Effective risk management is no longer optional — it is the foundation of strong organizational governance and the difference between companies that thrive in uncertainty and those that fail under it. This course provides a practical, accessible introduction to enterprise risk management, designed for internal auditors, risk professionals, managers, and anyone seeking to understand how risk is identified, evaluated, and managed across an organization.

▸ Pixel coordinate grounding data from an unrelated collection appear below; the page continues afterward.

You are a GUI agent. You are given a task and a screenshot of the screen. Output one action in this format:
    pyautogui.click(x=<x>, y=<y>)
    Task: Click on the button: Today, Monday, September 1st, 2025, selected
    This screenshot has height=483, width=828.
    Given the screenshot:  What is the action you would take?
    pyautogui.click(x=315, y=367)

Drawing on real-world lessons — including a detailed look at the Silicon Valley Bank failure and what happens when risk management governance is neglected — this course examines why risk management matters, how it should be embedded into an organization's culture and strategy, and how the three lines model defines the responsibilities of management, risk and compliance functions, internal audit, and the governing body. You will learn what internal audit can and cannot do in supporting risk management, the safeguards required when internal audit takes on additional risk activities, and how to recognize the warning signs of a weak risk culture.

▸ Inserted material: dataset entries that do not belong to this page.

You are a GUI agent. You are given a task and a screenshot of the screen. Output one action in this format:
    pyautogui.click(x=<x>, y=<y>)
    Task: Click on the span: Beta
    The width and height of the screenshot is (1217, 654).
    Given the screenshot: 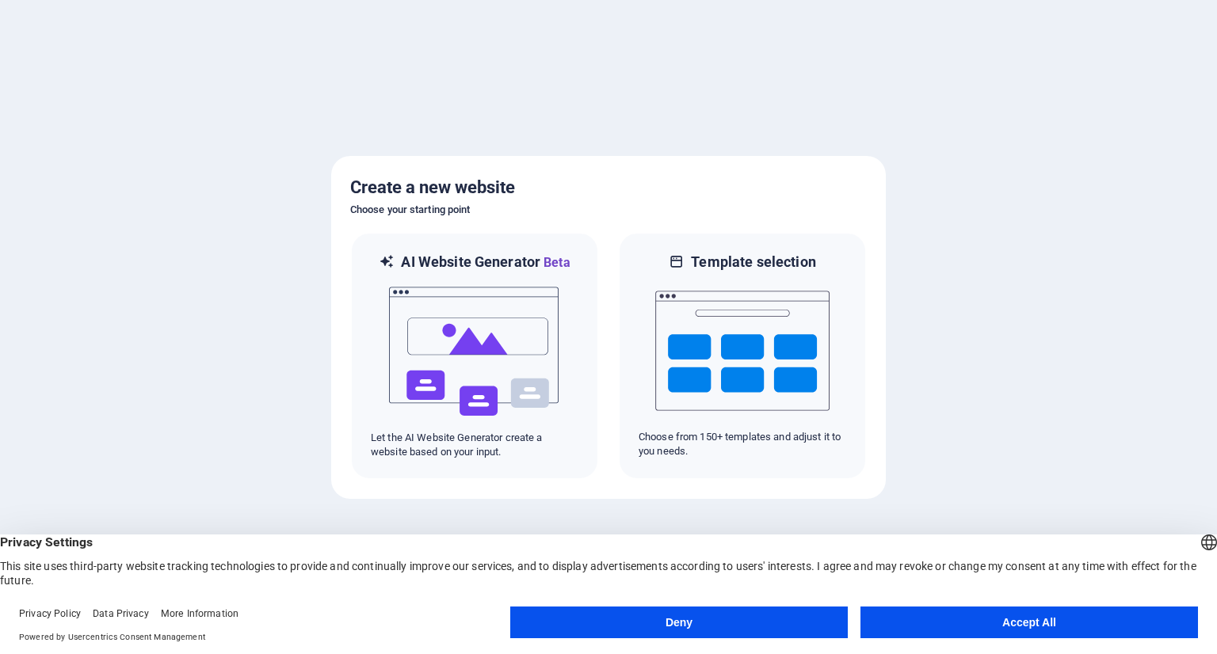 What is the action you would take?
    pyautogui.click(x=555, y=262)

The course also introduces the language of risk management — risk appetite, risk tolerance, risk capacity, risk preference, and risk culture — and walks through the five stages of the risk maturity model so you can assess where your own organization stands today and where it needs to go. You will be introduced to the major risk management frameworks, including COSO, ISO, COBIT, and NIST, along with the six main risk categories used when conducting risk assessments at both the enterprise and entity levels.
This is the first in a three-part series on risk management. It establishes the foundational concepts that will be applied in the two subsequent courses on risk-level risk assessments and enterprise-level risk assessments. By the end of this course, you will have a clear understanding of why risk management is essential, who is responsible for what, and how to begin building or strengthening a risk management program in your own organization — using tools you already have.